I don't go over the things too often, but I've never noticed this with a wired unit (haven't had my wireless long enough to really notice this, since I don't do that much city riding).
The interference could work two ways. Could be interfering with the wireless radio (which I suspect is ANT, a sort of poor-man's Bluetooth), or it could be that the pulses from the induction loop are triggering the reed switch pickups (or perhaps they use Hall-effect sensors in the newer units).
Whatever the interaction is, it is a bit weird -- Wikipedia says that the typical loop frequency is 10 kHz to 200 kHz. But unless it's pulsed it's hard to see how it would affect the sensors themselves, and ANT operates at 2.4 GHz and should be pretty much immune to the loop frequency.
But the way you say it behaves -- getting "stuck" at the last valid speed reading -- is even more bizarre. My understanding is that the ANT transmitter pulses for each turn of the wheel, and one would expect interference to register as regular pulses, generating a speed that's fixed for a given loop but not related to your former speed.
This points to the 3rd possibility that the cyclometer employs a phased-locked loop of sorts to filter "noise" from the speed pickup, and the induction loop is simply overloading the cyclometer receiver to the point that it detects continuous noise. In this situation the phase-locked loop would tend to maintain it's former reading, and you would likely see the phenomenon of a "stuck" speed reading.
In any event, more and more of the intersections around here use cameras instead of induction loops, so such interference is getting less likely (for me, if not for you).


• **Problem to solve**:
Render every entry exactly as it appears.
Source information: Begin
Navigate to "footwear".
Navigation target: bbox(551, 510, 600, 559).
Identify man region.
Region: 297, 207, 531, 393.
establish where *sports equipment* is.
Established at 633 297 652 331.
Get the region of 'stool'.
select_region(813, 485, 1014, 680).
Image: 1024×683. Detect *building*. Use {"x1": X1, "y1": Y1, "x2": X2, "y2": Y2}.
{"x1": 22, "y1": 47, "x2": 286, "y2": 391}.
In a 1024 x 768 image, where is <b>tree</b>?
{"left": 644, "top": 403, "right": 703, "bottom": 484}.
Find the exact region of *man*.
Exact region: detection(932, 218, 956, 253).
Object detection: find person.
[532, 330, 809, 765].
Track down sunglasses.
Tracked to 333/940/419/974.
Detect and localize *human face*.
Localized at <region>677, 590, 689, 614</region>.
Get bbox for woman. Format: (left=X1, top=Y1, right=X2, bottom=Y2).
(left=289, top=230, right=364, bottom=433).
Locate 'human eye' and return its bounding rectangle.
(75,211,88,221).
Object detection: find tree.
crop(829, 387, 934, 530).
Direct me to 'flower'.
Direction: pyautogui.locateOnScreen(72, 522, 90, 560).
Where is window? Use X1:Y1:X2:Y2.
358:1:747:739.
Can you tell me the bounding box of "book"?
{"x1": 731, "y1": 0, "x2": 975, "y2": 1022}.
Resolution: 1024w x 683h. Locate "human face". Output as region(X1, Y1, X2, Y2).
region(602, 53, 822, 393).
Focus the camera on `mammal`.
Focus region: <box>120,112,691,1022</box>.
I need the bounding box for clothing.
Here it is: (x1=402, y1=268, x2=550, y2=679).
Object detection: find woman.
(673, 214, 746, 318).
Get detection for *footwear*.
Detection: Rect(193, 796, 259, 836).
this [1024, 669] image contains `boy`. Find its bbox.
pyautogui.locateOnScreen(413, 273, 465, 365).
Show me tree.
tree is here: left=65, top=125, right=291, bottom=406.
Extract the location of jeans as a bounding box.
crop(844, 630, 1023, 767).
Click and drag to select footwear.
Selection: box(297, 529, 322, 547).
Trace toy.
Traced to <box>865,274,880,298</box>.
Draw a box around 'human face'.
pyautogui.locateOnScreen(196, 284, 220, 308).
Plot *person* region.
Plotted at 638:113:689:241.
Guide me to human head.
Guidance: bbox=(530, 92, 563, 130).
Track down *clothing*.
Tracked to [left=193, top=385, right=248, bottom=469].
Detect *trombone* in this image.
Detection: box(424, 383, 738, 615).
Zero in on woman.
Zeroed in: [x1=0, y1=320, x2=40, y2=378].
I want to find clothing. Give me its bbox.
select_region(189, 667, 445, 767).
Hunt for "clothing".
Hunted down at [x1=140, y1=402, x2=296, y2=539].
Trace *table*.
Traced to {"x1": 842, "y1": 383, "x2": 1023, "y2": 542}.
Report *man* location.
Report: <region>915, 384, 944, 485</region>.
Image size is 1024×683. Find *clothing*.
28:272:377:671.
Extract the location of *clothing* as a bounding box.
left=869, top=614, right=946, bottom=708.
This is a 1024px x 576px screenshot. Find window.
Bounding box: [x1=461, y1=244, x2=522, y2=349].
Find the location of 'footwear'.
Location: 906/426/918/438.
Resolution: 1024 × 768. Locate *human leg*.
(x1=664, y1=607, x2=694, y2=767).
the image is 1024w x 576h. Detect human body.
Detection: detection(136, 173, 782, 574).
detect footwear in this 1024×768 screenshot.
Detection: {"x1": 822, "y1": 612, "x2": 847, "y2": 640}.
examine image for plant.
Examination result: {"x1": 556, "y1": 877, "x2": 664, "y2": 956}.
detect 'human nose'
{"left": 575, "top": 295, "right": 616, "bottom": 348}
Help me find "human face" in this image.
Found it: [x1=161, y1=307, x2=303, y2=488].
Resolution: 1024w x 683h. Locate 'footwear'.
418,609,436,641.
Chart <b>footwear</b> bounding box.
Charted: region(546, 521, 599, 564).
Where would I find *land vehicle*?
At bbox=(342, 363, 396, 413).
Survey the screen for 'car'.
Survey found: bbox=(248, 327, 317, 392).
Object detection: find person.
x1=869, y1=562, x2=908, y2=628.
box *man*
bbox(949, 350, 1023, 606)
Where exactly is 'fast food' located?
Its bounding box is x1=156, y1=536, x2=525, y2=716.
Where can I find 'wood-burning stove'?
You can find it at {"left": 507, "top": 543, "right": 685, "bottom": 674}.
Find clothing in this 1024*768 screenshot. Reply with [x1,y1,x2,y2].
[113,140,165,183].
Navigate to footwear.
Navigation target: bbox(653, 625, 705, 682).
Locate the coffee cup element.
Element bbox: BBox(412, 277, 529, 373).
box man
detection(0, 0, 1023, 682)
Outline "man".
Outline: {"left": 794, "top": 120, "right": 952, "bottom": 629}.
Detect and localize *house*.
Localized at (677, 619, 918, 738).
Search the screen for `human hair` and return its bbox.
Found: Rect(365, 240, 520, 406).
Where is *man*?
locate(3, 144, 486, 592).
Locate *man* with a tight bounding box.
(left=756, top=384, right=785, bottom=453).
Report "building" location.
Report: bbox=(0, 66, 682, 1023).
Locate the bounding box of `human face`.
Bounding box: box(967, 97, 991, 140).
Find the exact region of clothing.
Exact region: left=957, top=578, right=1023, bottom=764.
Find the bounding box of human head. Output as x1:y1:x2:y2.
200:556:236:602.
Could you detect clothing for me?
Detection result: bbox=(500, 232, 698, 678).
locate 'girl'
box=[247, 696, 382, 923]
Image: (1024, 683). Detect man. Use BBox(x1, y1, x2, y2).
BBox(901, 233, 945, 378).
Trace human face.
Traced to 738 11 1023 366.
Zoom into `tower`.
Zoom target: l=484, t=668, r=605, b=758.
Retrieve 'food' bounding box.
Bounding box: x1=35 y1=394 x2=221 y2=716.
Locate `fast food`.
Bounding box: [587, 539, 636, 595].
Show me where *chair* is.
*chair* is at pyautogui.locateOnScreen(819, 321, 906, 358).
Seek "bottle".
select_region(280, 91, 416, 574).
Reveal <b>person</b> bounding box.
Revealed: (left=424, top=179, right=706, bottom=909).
Source information: End
• **Exercise solution**:
Navigate to "footwear".
Navigation target: bbox(551, 510, 600, 559).
Identify man region.
Region: 297, 207, 531, 393.
establish where *sports equipment* is.
Established at 633 297 652 331.
Get the region of 'stool'.
select_region(813, 485, 1014, 680).
Image: 1024×683. Detect *building*. Use {"x1": X1, "y1": Y1, "x2": X2, "y2": Y2}.
{"x1": 22, "y1": 47, "x2": 286, "y2": 391}.
In a 1024 x 768 image, where is <b>tree</b>?
{"left": 644, "top": 403, "right": 703, "bottom": 484}.
Find the exact region of *man*.
Exact region: detection(932, 218, 956, 253).
Object detection: find person.
[532, 330, 809, 765].
Track down sunglasses.
Tracked to 333/940/419/974.
Detect and localize *human face*.
Localized at <region>677, 590, 689, 614</region>.
Get bbox for woman. Format: (left=X1, top=Y1, right=X2, bottom=Y2).
(left=289, top=230, right=364, bottom=433).
Locate 'human eye' and return its bounding rectangle.
(75,211,88,221).
Object detection: find tree.
crop(829, 387, 934, 530).
Direct me to 'flower'.
Direction: pyautogui.locateOnScreen(72, 522, 90, 560).
Where is window? Use X1:Y1:X2:Y2.
358:1:747:739.
Can you tell me the bounding box of "book"?
{"x1": 731, "y1": 0, "x2": 975, "y2": 1022}.
Resolution: 1024w x 683h. Locate "human face". Output as region(X1, Y1, X2, Y2).
region(602, 53, 822, 393).
Focus the camera on `mammal`.
Focus region: <box>120,112,691,1022</box>.
I need the bounding box for clothing.
Here it is: (x1=402, y1=268, x2=550, y2=679).
Object detection: find woman.
(673, 214, 746, 318).
Get detection for *footwear*.
Detection: Rect(193, 796, 259, 836).
this [1024, 669] image contains `boy`. Find its bbox.
pyautogui.locateOnScreen(413, 273, 465, 365).
Show me tree.
tree is here: left=65, top=125, right=291, bottom=406.
Extract the location of jeans as a bounding box.
crop(844, 630, 1023, 767).
Click and drag to select footwear.
Selection: box(297, 529, 322, 547).
Trace toy.
Traced to <box>865,274,880,298</box>.
Draw a box around 'human face'.
pyautogui.locateOnScreen(196, 284, 220, 308).
Plot *person* region.
Plotted at 638:113:689:241.
Guide me to human head.
Guidance: bbox=(530, 92, 563, 130).
Track down *clothing*.
Tracked to [left=193, top=385, right=248, bottom=469].
Detect *trombone* in this image.
Detection: box(424, 383, 738, 615).
Zero in on woman.
Zeroed in: [x1=0, y1=320, x2=40, y2=378].
I want to find clothing. Give me its bbox.
select_region(189, 667, 445, 767).
Hunt for "clothing".
Hunted down at [x1=140, y1=402, x2=296, y2=539].
Trace *table*.
Traced to {"x1": 842, "y1": 383, "x2": 1023, "y2": 542}.
Report *man* location.
Report: <region>915, 384, 944, 485</region>.
Image size is 1024×683. Find *clothing*.
28:272:377:671.
Extract the location of *clothing* as a bounding box.
left=869, top=614, right=946, bottom=708.
This is a 1024px x 576px screenshot. Find window.
Bounding box: [x1=461, y1=244, x2=522, y2=349].
Find the location of 'footwear'.
Location: 906/426/918/438.
Resolution: 1024 × 768. Locate *human leg*.
(x1=664, y1=607, x2=694, y2=767).
the image is 1024w x 576h. Detect human body.
Detection: detection(136, 173, 782, 574).
detect footwear in this 1024×768 screenshot.
Detection: {"x1": 822, "y1": 612, "x2": 847, "y2": 640}.
examine image for plant.
Examination result: {"x1": 556, "y1": 877, "x2": 664, "y2": 956}.
detect 'human nose'
{"left": 575, "top": 295, "right": 616, "bottom": 348}
Help me find "human face" in this image.
Found it: [x1=161, y1=307, x2=303, y2=488].
Resolution: 1024w x 683h. Locate 'footwear'.
418,609,436,641.
Chart <b>footwear</b> bounding box.
Charted: region(546, 521, 599, 564).
Where would I find *land vehicle*?
At bbox=(342, 363, 396, 413).
Survey the screen for 'car'.
Survey found: bbox=(248, 327, 317, 392).
Object detection: find person.
x1=869, y1=562, x2=908, y2=628.
box *man*
bbox(949, 350, 1023, 606)
Where exactly is 'fast food' located?
Its bounding box is x1=156, y1=536, x2=525, y2=716.
Where can I find 'wood-burning stove'?
You can find it at {"left": 507, "top": 543, "right": 685, "bottom": 674}.
Find clothing in this 1024*768 screenshot. Reply with [x1,y1,x2,y2].
[113,140,165,183].
Navigate to footwear.
Navigation target: bbox(653, 625, 705, 682).
Locate the coffee cup element.
Element bbox: BBox(412, 277, 529, 373).
box man
detection(0, 0, 1023, 682)
Outline "man".
Outline: {"left": 794, "top": 120, "right": 952, "bottom": 629}.
Detect and localize *house*.
Localized at (677, 619, 918, 738).
Search the screen for `human hair` and return its bbox.
Found: Rect(365, 240, 520, 406).
Where is *man*?
locate(3, 144, 486, 592).
Locate *man* with a tight bounding box.
(left=756, top=384, right=785, bottom=453).
Report "building" location.
Report: bbox=(0, 66, 682, 1023).
Locate the bounding box of `human face`.
Bounding box: box(967, 97, 991, 140).
Find the exact region of clothing.
Exact region: left=957, top=578, right=1023, bottom=764.
Find the bounding box of human head. Output as x1:y1:x2:y2.
200:556:236:602.
Could you detect clothing for me?
Detection result: bbox=(500, 232, 698, 678).
locate 'girl'
box=[247, 696, 382, 923]
Image: (1024, 683). Detect man. Use BBox(x1, y1, x2, y2).
BBox(901, 233, 945, 378).
Trace human face.
Traced to 738 11 1023 366.
Zoom into `tower`.
Zoom target: l=484, t=668, r=605, b=758.
Retrieve 'food' bounding box.
Bounding box: x1=35 y1=394 x2=221 y2=716.
Locate `fast food`.
Bounding box: [587, 539, 636, 595].
Show me where *chair* is.
*chair* is at pyautogui.locateOnScreen(819, 321, 906, 358).
Seek "bottle".
select_region(280, 91, 416, 574).
Reveal <b>person</b> bounding box.
Revealed: (left=424, top=179, right=706, bottom=909).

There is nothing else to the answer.